Dio Horia is pleased to present Long Shadows, a new series of works by London-based artist Ally Rosenberg. Marking the artist’s first residency and solo exhibition in Greece, Long Shadows opens on March 15th, in the presence of the artist.
The exhibition includes a new series of sculptures by Rosenberg, the entirety of which were created in Athens during his participation in Dio Horia’s residency program.
Long Shadows is a darkly playful exploration of the body, through material, object, image and time. Each of Rosenberg’s sculptural works is seated on a solid, plinth- like shadow, cast in concrete and stretched across the gallery floors and walls.
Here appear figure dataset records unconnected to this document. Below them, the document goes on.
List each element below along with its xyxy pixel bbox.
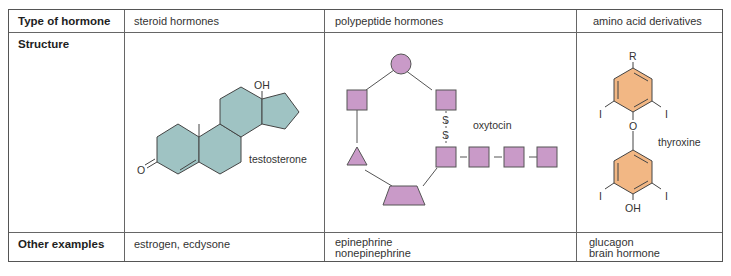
oh-label: OH: [625, 202, 641, 214]
iodine-label: I: [665, 108, 668, 120]
iodine-label: I: [665, 190, 668, 202]
thyroxine-structure: R I I O I I OH thyroxine: [0, 0, 731, 276]
r-label: R: [629, 50, 637, 62]
iodine-label: I: [599, 108, 602, 120]
thyroxine-label: thyroxine: [658, 136, 701, 148]
ether-o-label: O: [629, 120, 637, 132]
iodine-label: I: [599, 190, 602, 202]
Dissected column radiators - once emitting heat, now rendered cold and redundant - fold, lean, and recline, playing with the traditional modes of sculpture and architecture that contextualise Rosenberg’s time in residency in Athens. These radiators - called ‘Athens radiators’ in the UK, but not actually available in Athens - take a sublime historical aesthetic and reduce it to the pedestrian, middle-class tastes of domestic design. Crude, cartoonish penises and noses are cut from Athenian marble slabs and strewn across the floor, with shadows exaggerating their size. A doodle of a cloud, clad with ceramic bathroom tiles, is scrawled on the wall like adolescent graffiti.
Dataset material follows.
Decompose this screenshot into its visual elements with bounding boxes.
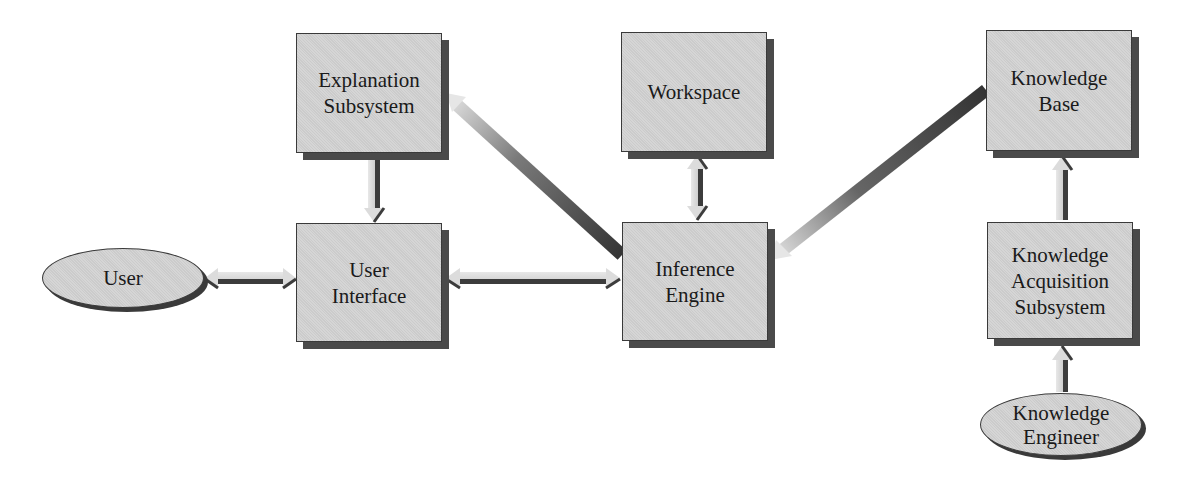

“Where the body and architecture were once elevated to godly status, rendered in materials of permanent strength, with time, colours fade, pieces get broken off and meanings get revised and reappropriated. Columns designed to uphold the weight of grand structures eventually crumble. The bits that break off sculptures over time are the appendages - noses and penises - protrusions that supposedly signify strength and masculinity. Emperors and gods are eventually castrated by the passing millennia. Working in residence in Athens - a place of such deep and significant history - at a time when it feels like we are watching history unfold day by day, has felt strange. The dick-swinging competitions of thousands of years ago certainly cast a long shadow...”
In Long Shadows, Rosenberg uses literal, concrete shadows to describe a relationship between an object and its environment. They fold and wrap around a space, casting illusions, flattening 3D objects into two-dimensions, distorting, stretching and inflating them. Our shadows are evidence of our physical presence; our opaque materiality getting in the way of light. They are an extension of ourselves. They tell us the time, shifting and morphing throughout the day. We use them as symbols of unshakeable legacies, long-standing influences and perhaps things rather forgotten. Their ephemeral, shape-shifting elusiveness encourages us to project onto them, like psychological ink-blot drawings. In them, we are neurologically hardwired to see threats, or simulacra of ourselves. That which resides in a shadow is never fully hidden or revealed - it lurks.